Born in Flint, Michigan, David W. Blight received his B.A. from Michigan State University (1971) and his Ph.D. from the University of Wisconsin (1985). He is now professor of history and director of the Gilder Lehrman Center for the Study of Slavery, Resistance, and Abolition at Yale University. For the first seven years of his career, David was a public high school teacher in Flint. He has written Frederick Douglass's Civil War (1989) and Race and Reunion: The Civil War in American Memory, 1863-1915 (2000). His most recent book is A Slave No More: the Emancipation of John Washington and Wallace Turnage (2007). His edited works include When This Cruel War Is Over: The Civil War Letters of Charles Harvey Brewster (1992), Narrative of the Life of Frederick Douglass (1993), W. E. B. Du Bois, The Souls of Black Folk (with Robert Gooding Williams, 1997), Union and Emancipation (with Brooks Simpson, 1997), and Caleb Bingham, The Columbian Orator (1997). David's essays have appeared in the Journal of American History, Civil War History, and Gabor Boritt, ed., Why the Civil War Came (1996), among others. In 1992-1993 he was senior Fulbright Professor in American Studies at the University of Munich, Germany. A consultant to several documentary films, David appeared in the 1998 PBS series, Africans in America. In 1999 he was elected to the Council of the American Historical Association. David also teaches summer seminars for secondary school teachers, as well as for park rangers and historians of the National Park Service. His book, Race and Reunion: The Civil War in American Memory (2000), received many honors in 2002, including The Bancroft Prize, Abraham Lincoln Prize, and the Frederick Douglass Prize. From the Organization of American Historians, he has received the Merle Curti Prize in Social History, the Merle Curti Prize in Intellectual History, the Ellis Hawley Prize in Political History, and the James Rawley Prize in Race Relations.
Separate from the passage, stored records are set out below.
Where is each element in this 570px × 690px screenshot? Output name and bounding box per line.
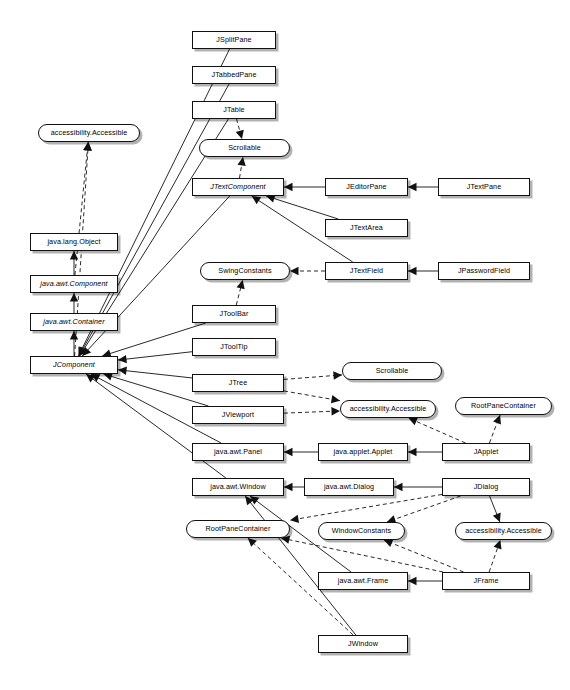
- arrowhead: [284, 448, 293, 456]
- edge-jframe-to-awtframe: [408, 577, 442, 585]
- arrowhead: [82, 347, 91, 356]
- node-accessible_low[interactable]: accessibility.Accessible: [455, 522, 552, 540]
- edge-awtcomponent-to-object: [70, 251, 78, 275]
- arrowhead: [237, 157, 245, 166]
- arrowhead: [290, 515, 299, 523]
- edge-jtree-to-jcomponent: [118, 367, 192, 378]
- node-jtextarea[interactable]: JTextArea: [325, 219, 408, 237]
- node-jcomponent[interactable]: JComponent: [30, 356, 118, 374]
- node-scrollable_right[interactable]: Scrollable: [342, 362, 442, 380]
- edge-jdialog-to-windowconstants: [387, 496, 461, 523]
- node-label: RootPaneContainer: [469, 402, 538, 409]
- node-label: JPasswordField: [456, 267, 512, 274]
- node-object[interactable]: java.lang.Object: [30, 233, 118, 251]
- node-jdialog[interactable]: JDialog: [442, 478, 530, 496]
- node-label: accessibility.Accessible: [348, 405, 429, 412]
- node-label: JTextPane: [465, 183, 503, 190]
- arrowhead: [384, 539, 393, 547]
- arrowhead: [284, 483, 293, 491]
- node-label: WindowConstants: [330, 527, 393, 534]
- node-jtextcomponent[interactable]: JTextComponent: [192, 178, 284, 196]
- arrowhead: [252, 196, 261, 204]
- node-awtframe[interactable]: java.awt.Frame: [318, 572, 408, 590]
- node-label: java.awt.Component: [38, 280, 109, 287]
- arrowhead: [80, 347, 88, 356]
- arrowhead: [408, 448, 417, 456]
- arrowhead: [245, 496, 254, 505]
- node-jviewport[interactable]: JViewport: [192, 406, 284, 424]
- arrowhead: [394, 483, 403, 491]
- arrowhead: [237, 280, 245, 289]
- node-jtooltip[interactable]: JToolTip: [192, 338, 276, 356]
- arrowhead: [86, 374, 95, 382]
- node-japplet[interactable]: JApplet: [442, 443, 530, 461]
- node-jtable[interactable]: JTable: [192, 101, 276, 119]
- edge-jviewport-to-accessible_mid: [284, 407, 340, 415]
- node-label: java.applet.Applet: [332, 448, 395, 455]
- node-label: java.awt.Dialog: [322, 483, 376, 490]
- node-awtwindow[interactable]: java.awt.Window: [192, 478, 284, 496]
- arrowhead: [493, 513, 501, 522]
- node-jpasswordfield[interactable]: JPasswordField: [438, 262, 530, 280]
- node-appletcls[interactable]: java.applet.Applet: [318, 443, 408, 461]
- edge-jdialog-to-accessible_low: [490, 496, 501, 522]
- edge-jtooltip-to-jcomponent: [118, 352, 192, 364]
- arrowhead: [284, 183, 293, 191]
- edge-jtextpane-to-jeditorpane: [408, 183, 438, 191]
- edge-jtextcomponent-to-scrollable_top: [237, 157, 245, 178]
- uml-class-diagram: accessibility.Accessiblejava.lang.Object…: [0, 0, 570, 690]
- node-awtpanel[interactable]: java.awt.Panel: [192, 443, 284, 461]
- node-label: accessibility.Accessible: [49, 129, 130, 136]
- edge-jtree-to-accessible_mid: [284, 391, 340, 403]
- node-awtcomponent[interactable]: java.awt.Component: [30, 275, 118, 293]
- node-jframe[interactable]: JFrame: [442, 572, 530, 590]
- edge-japplet-to-appletcls: [408, 448, 442, 456]
- arrowhead: [78, 347, 86, 356]
- arrowhead: [408, 267, 417, 275]
- node-label: JViewport: [220, 411, 256, 418]
- node-label: JTree: [227, 379, 250, 386]
- edge-awtdialog-to-awtwindow: [284, 483, 304, 491]
- node-jtabbedpane[interactable]: JTabbedPane: [192, 66, 276, 84]
- edge-japplet-to-accessible_mid: [409, 418, 466, 443]
- node-accessible_top[interactable]: accessibility.Accessible: [38, 124, 140, 142]
- node-jtextfield[interactable]: JTextField: [325, 262, 408, 280]
- node-label: java.awt.Panel: [212, 448, 264, 455]
- arrowhead: [493, 415, 501, 424]
- node-label: JToolBar: [218, 310, 251, 317]
- node-scrollable_top[interactable]: Scrollable: [199, 139, 290, 157]
- node-jwindow[interactable]: JWindow: [318, 635, 408, 653]
- node-label: java.awt.Frame: [336, 577, 391, 584]
- arrowhead: [236, 130, 244, 139]
- arrowhead: [91, 374, 100, 382]
- node-label: JSplitPane: [214, 36, 253, 43]
- arrowhead: [408, 577, 417, 585]
- arrowhead: [70, 331, 78, 340]
- arrowhead: [409, 418, 418, 426]
- node-windowconstants[interactable]: WindowConstants: [318, 522, 405, 540]
- edge-awtcomponent-to-accessible_top: [75, 142, 92, 275]
- node-rpc_left[interactable]: RootPaneContainer: [186, 520, 290, 538]
- node-label: Scrollable: [226, 144, 263, 151]
- edge-appletcls-to-awtpanel: [284, 448, 318, 456]
- node-jtextpane[interactable]: JTextPane: [438, 178, 530, 196]
- node-rpc_right[interactable]: RootPaneContainer: [455, 397, 552, 415]
- node-label: java.awt.Container: [41, 318, 106, 325]
- node-swingconstants[interactable]: SwingConstants: [200, 262, 290, 280]
- edge-jframe-to-accessible_low: [489, 540, 501, 572]
- node-jtoolbar[interactable]: JToolBar: [192, 305, 276, 323]
- node-awtcontainer[interactable]: java.awt.Container: [30, 313, 118, 331]
- node-jsplitpane[interactable]: JSplitPane: [192, 31, 276, 49]
- arrowhead: [79, 347, 87, 356]
- node-label: JTextComponent: [208, 183, 267, 190]
- node-label: JTable: [221, 106, 246, 113]
- arrowhead: [118, 355, 127, 363]
- node-label: Scrollable: [374, 367, 411, 374]
- node-jeditorpane[interactable]: JEditorPane: [325, 178, 408, 196]
- node-jtree[interactable]: JTree: [192, 374, 284, 392]
- node-accessible_mid[interactable]: accessibility.Accessible: [340, 400, 436, 418]
- arrowhead: [333, 371, 342, 379]
- edge-jpasswordfield-to-jtextfield: [408, 267, 438, 275]
- node-awtdialog[interactable]: java.awt.Dialog: [304, 478, 394, 496]
- arrowhead: [118, 367, 127, 375]
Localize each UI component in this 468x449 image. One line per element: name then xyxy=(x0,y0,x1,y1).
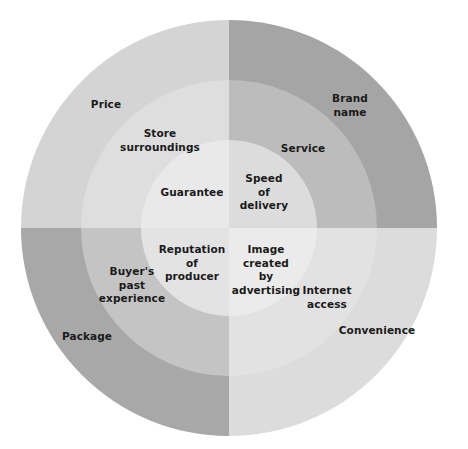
circle-diagram: PriceStore surroundingsBrand nameService… xyxy=(0,0,468,449)
concentric-circles-graphic xyxy=(0,0,468,449)
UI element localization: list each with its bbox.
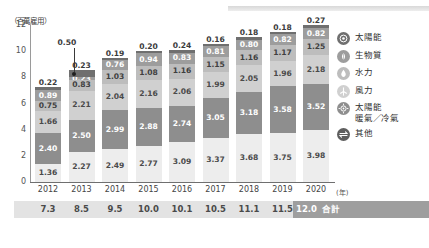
x-axis-line [30,182,335,183]
bar-segment: 1.16 [169,64,195,79]
bar-top-value-label: 0.23 [62,61,102,70]
legend-item-label: 水力 [355,67,373,78]
legend-item-label: 太陽能暖氣／冷氣 [355,102,399,123]
bar-segment: 1.15 [203,57,229,72]
segment-value-label: 3.52 [307,103,326,111]
x-axis-tick: 2015 [132,185,166,194]
bar-segment: 2.40 [35,133,61,164]
segment-value-label: 1.66 [39,118,58,126]
bar-segment: 2.88 [136,108,162,146]
segment-value-label: 0.75 [39,102,58,110]
bar-stack[interactable]: 0.831.162.062.743.09 [169,50,195,182]
bar-segment: 1.25 [303,39,329,55]
segment-value-label: 1.08 [139,69,158,77]
total-highlight-label: 合計 [322,201,340,218]
bar-stack[interactable]: 0.230.832.212.502.27 [69,70,95,182]
bar-segment: 2.49 [102,149,128,182]
segment-value-label: 3.75 [273,154,292,162]
segment-value-label: 0.82 [273,36,292,44]
bar-top-value-label: 0.22 [28,78,68,87]
segment-value-label: 0.76 [106,61,125,69]
legend-item-label: 風力 [355,85,373,96]
bar-stack[interactable]: 0.811.151.993.053.37 [203,44,229,182]
segment-value-label: 1.25 [307,43,326,51]
bar-segment: 2.18 [303,55,329,84]
x-axis-tick: 2013 [65,185,99,194]
solar-pv-icon [337,32,350,45]
legend-item-2[interactable]: 水力 [337,67,429,80]
bar-segment: 1.66 [35,111,61,133]
segment-value-label: 0.82 [307,30,326,38]
bar-segment: 1.36 [35,164,61,182]
bar-segment: 2.50 [69,120,95,153]
x-axis-tick: 2017 [199,185,233,194]
total-value: 11.1 [232,201,266,218]
legend-item-label: 其他 [355,128,373,139]
bar-stack[interactable]: 0.941.082.162.882.77 [136,51,162,182]
total-value: 9.5 [98,201,132,218]
segment-value-label: 2.88 [139,123,158,131]
legend-item-3[interactable]: 風力 [337,85,429,98]
legend-item-0[interactable]: 太陽能 [337,32,429,45]
segment-value-label: 2.49 [106,162,125,170]
segment-value-label: 2.16 [139,90,158,98]
other-arrows-icon [337,128,350,141]
bar-stack[interactable]: 0.801.162.053.183.68 [236,37,262,182]
bar-segment: 3.52 [303,84,329,130]
x-axis-tick: 2016 [165,185,199,194]
callout-leader-horizontal [74,48,75,49]
total-value: 10.0 [132,201,166,218]
segment-value-label: 2.06 [173,88,192,96]
bar-segment: 3.05 [203,98,229,138]
bar-stack[interactable]: 0.761.032.042.992.49 [102,58,128,182]
bar-stack[interactable]: 0.821.252.183.523.98 [303,25,329,182]
segment-value-label: 0.80 [240,41,259,49]
bar-segment: 1.17 [270,45,296,60]
bar-segment: 0.94 [136,53,162,65]
callout-anchor-dot [72,72,76,76]
bar-stack[interactable]: 0.821.171.963.583.75 [270,32,296,182]
segment-value-label: 3.09 [173,158,192,166]
top-decorative-band [228,6,429,11]
segment-value-label: 0.83 [72,81,91,89]
bar-segment: 1.16 [236,50,262,65]
bar-segment: 0.83 [69,80,95,91]
segment-value-label: 2.21 [72,101,91,109]
bar-stack[interactable]: 0.890.751.662.401.36 [35,87,61,182]
bar-segment: 2.04 [102,84,128,111]
segment-value-label: 1.16 [240,54,259,62]
segment-value-label: 1.99 [206,81,225,89]
segment-value-label: 3.98 [307,152,326,160]
legend-item-5[interactable]: 其他 [337,128,429,141]
bar-segment: 0.82 [303,28,329,39]
segment-value-label: 0.81 [206,48,225,56]
bar-segment: 2.06 [169,79,195,106]
legend-item-label: 生物質 [355,50,381,61]
total-value: 10.1 [165,201,199,218]
segment-value-label: 1.17 [273,49,292,57]
segment-value-label: 3.58 [273,106,292,114]
bar-segment: 0.89 [35,90,61,102]
legend-item-1[interactable]: 生物質 [337,50,429,63]
y-axis-tick: 10 [6,46,26,55]
bar-segment: 3.58 [270,86,296,133]
legend-item-4[interactable]: 太陽能暖氣／冷氣 [337,102,429,123]
bar-segment: 3.75 [270,133,296,182]
segment-value-label: 2.18 [307,66,326,74]
bar-segment: 0.75 [35,101,61,111]
bar-segment: 0.81 [203,46,229,57]
segment-value-label: 0.89 [39,92,58,100]
bar-segment: 0.80 [236,40,262,50]
bar-segment: 2.05 [236,65,262,92]
x-axis-unit-label: (年) [336,187,348,197]
segment-value-label: 1.15 [206,61,225,69]
callout-value-label: 0.50 [58,38,77,47]
solar-thermal-icon [337,102,350,115]
bar-segment: 1.03 [102,70,128,83]
bar-segment: 2.74 [169,106,195,142]
bar-segment: 2.16 [136,80,162,108]
bar-segment: 2.99 [102,110,128,149]
segment-value-label: 1.03 [106,73,125,81]
segment-value-label: 2.99 [106,126,125,134]
biomass-leaf-icon [337,50,350,63]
Howard P. Chudacoff, the George L. Littlefield Professor of American History and Professor of Urban Studies at Brown University, was born in Omaha, Nebraska. He earned his A.B. (1965) and Ph.D. (1969) from the University of Chicago. He has written Mobile Americans (1972), How Old Are You? (1989), The Age of the Bachelor (1999), The Evolution of American Urban Society (with Judith Smith, 2004), and Children at Play: An American History (2007). He has also coedited with Peter Baldwin Major Problems in American Urban History (2004). His articles have appeared in such journals as the Journal of Family History, Reviews in American History, and Journal of American History. At Brown University, Howard has cochaired the American Civilization Program, chaired the Department of History, and serves as Brown's faculty representative to the NCAA. He has also served on the board of directors of the Urban History Association. The National Endowment for the Humanities, Ford Foundation, and Rockefeller Foundation have given him awards to advance his scholarship.
A native of Stockholm, Sweden, Fredrik Logevall received his B.A. from Simon Fraser University (1986) and his Ph.D. from Yale University (1993). He is professor of history at Cornell University. He is the author of Choosing War: The Lost Chance for Peace and the Escalation of War in Vietnam (1999), which won three prizes, including the Warren F. Kuehl Book Prize from the Society for Historians of American Foreign Relations (SHAFR). His other publications include The Origins of the Vietnam War (2001), Terrorism and 9/11: A Reader (2002), and, as coeditor, the Encyclopedia of American Foreign Policy (2002). In 2003 Fred was awarded the Stuart L. Bernath Lecture Prize from SHAFR, and he is a past recipient of the UCSB Academic Senate Distinguished Teaching Award. He is on the editorial advisory board of the Presidential Recordings Project at the Miller Center of Public Affairs at the University of Virginia, and of the journal Diplomatic History, and he is chair of the steering committee of the University of California's Institute for Global Conflict and Cooperation.